The writer says after he met Waldron at a Kampala hotel several days later, the American doctor-cum-pastor told him more of his story. "At different times in his career, he said, he'd been a syndicated talk-radio host, a lobbyist, and a Republican political consultant. More recently, he had run sports programmes for underprivileged youths in Tampa, Florida. Now, he was in Uganda, trying to sell computer software to government ministries while preaching on the weekends," the article reads, adding:

Admired


"They embrace Americans here," he said enthusiastically. Indeed, as we sat together, a steady stream of young admirers who had seen Waldron in church came up to greet him. They made complicated handshakes, the way Ugandans do, and Waldron boasted to me that he had met privately with President Museveni and his born-again wife.”
“It struck me that, for many Americans of faith, Uganda - a country where homosexuality and abortion are outlawed, where politicians freely mix church and state, and where outward displays of religious devotion are the norm - represents a kind of haven." Waldron is said to have talked to several high-ranking government officials on arrest including some powerful ministers.

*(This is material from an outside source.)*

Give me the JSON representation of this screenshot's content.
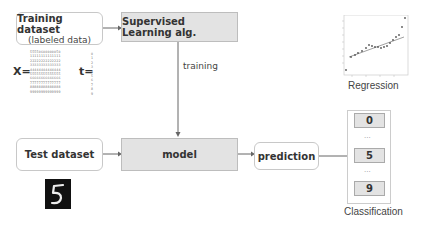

Efforts to talk to the ministers including Pastor Sempa , however, proved futile by press time. At one point Waldron was introduced as a friend of the first family at a high-profile function at Kampala Casino.

He is also said to have played a key role in setting up a meeting between the President and US billionaire Bill Gates of Microsoft on one of Museveni's visits to the United States.

It was not possible to check out some of these details by press time.